How much data can we update or pull. Quickbooks has a lot of quarks.
As mentioned in our post, all of our connectors are open source and built on Python, so our engineers regularly add support for new endpoints as users request them.
Our goal here is that users can trust their data is being handled correctly because we sit in the middle – much in the way Plaid handles personal financial data for specific applications and "sits in the middle." Although using something like Plaid introduces a potential for privacy issues, they likely can achieve a higher level of security and maintain data privacy better than a single application could.
This seems like it could drastically cut down the build time.
Although Powered by Fivetran could be used for the use case we're building towards, it only solves the "getting data out of Salesforce/Quickbooks/etc" part of the problem. Often the harder part is actually extracting the relevant data and working with it after getting it from an API.
Tray advertises a no-code solution and it has to be the most brittle part of our entire platform. It’s common for their API to time out for even the most basic things, like listing which integrations a customer has setup (which is never larger than a handful).
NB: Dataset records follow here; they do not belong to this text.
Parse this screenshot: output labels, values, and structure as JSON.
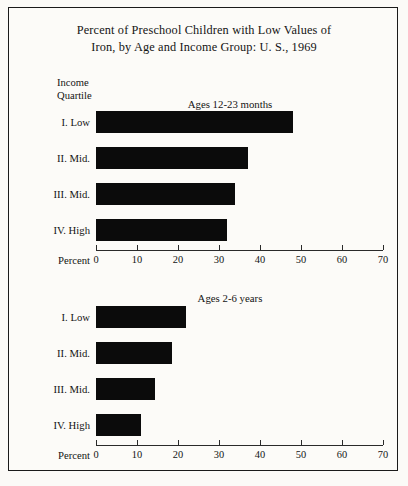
{
  "figure": {
    "title_line1": "Percent of Preschool Children with Low Values of",
    "title_line2": "Iron, by Age and Income Group: U. S., 1969",
    "quartile_header_line1": "Income",
    "quartile_header_line2": "Quartile",
    "axis_label": "Percent"
  },
  "chart_data": [
    {
      "type": "bar",
      "orientation": "horizontal",
      "title": "Ages 12-23 months",
      "xlabel": "Percent",
      "ylabel": "Income Quartile",
      "categories": [
        "I. Low",
        "II. Mid.",
        "III. Mid.",
        "IV. High"
      ],
      "values": [
        48,
        37,
        34,
        32
      ],
      "xlim": [
        0,
        70
      ],
      "xticks": [
        0,
        10,
        20,
        30,
        40,
        50,
        60,
        70
      ],
      "xticklabels": [
        "0",
        "10",
        "20",
        "30",
        "40",
        "50",
        "60",
        "70"
      ],
      "grid": false,
      "legend": false,
      "bar_color": "#0b0b0b"
    },
    {
      "type": "bar",
      "orientation": "horizontal",
      "title": "Ages 2-6 years",
      "xlabel": "Percent",
      "ylabel": "Income Quartile",
      "categories": [
        "I. Low",
        "II. Mid.",
        "III. Mid.",
        "IV. High"
      ],
      "values": [
        22,
        18.5,
        14.5,
        11
      ],
      "xlim": [
        0,
        70
      ],
      "xticks": [
        0,
        10,
        20,
        30,
        40,
        50,
        60,
        70
      ],
      "xticklabels": [
        "0",
        "10",
        "20",
        "30",
        "40",
        "50",
        "60",
        "70"
      ],
      "grid": false,
      "legend": false,
      "bar_color": "#0b0b0b"
    }
  ]
}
Excited to see this isn’t “no-code”
Cheers!
TL;DR: codat.io is more like Plaid in that they've come up with a single schema for everyone else to build against. hotglue allows you to come up with a schema that works for your product, and gives you the tools to standardize data the way you want it. Because of this differentiation, hotglue is better suited to capture more from each API and can even handle custom data.
I think the easiest way to explain the difference is that codat.io has more closely followed Plaid's model. They standardize all the data upfront to a schema they have come up with, and then give you access to an API to query it.
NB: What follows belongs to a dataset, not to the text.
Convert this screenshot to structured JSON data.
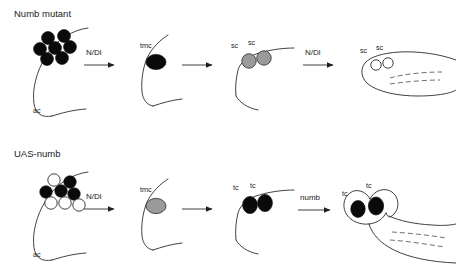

Although that model works well for simple things like bank transactions where the fields are relatively uniform across different platforms, in something like accounting the fields can be quite different. For example, a journal entry in Quickbooks can have much more data linked to it than what's called a "manual journal entry" in Xero. Because of this, hotglue is designed to give you full coverage of all the data within each platform, rather than limiting you to the data that's available across each one. This becomes even more relevant when users have stored custom data inside of these platforms, which is possible in platforms like Salesforce.
Your low end pricing (i.e. startups & starter packages) seems expensive. For sure it might be worth the value but I feel like it may create some friction for new product builders. What do you think about that? Do you have any plans to re-evaluate or are you pretty set on that for now?
It may seem expensive, but with the products we serve, typically a few users for our customer would cover the cost of hotglue.
2. Is hotglue able to handle large backfill jobs or jobs with arbitrary input data sets?
For example, if I wanted to sync my user's sales data and then relate it to the invoices from the accounting data, I could kick off a sync for the sales, and save that data into what we call a snapshot. From there, I would get a webhook when the sales data was ready, at which point I could start the sync of the accounting data.
Yes, we can handle large backfill jobs (ie. all the data up to the present), and then we incrementally sync new data.
Hopefully that answers your questions – happy to clarify.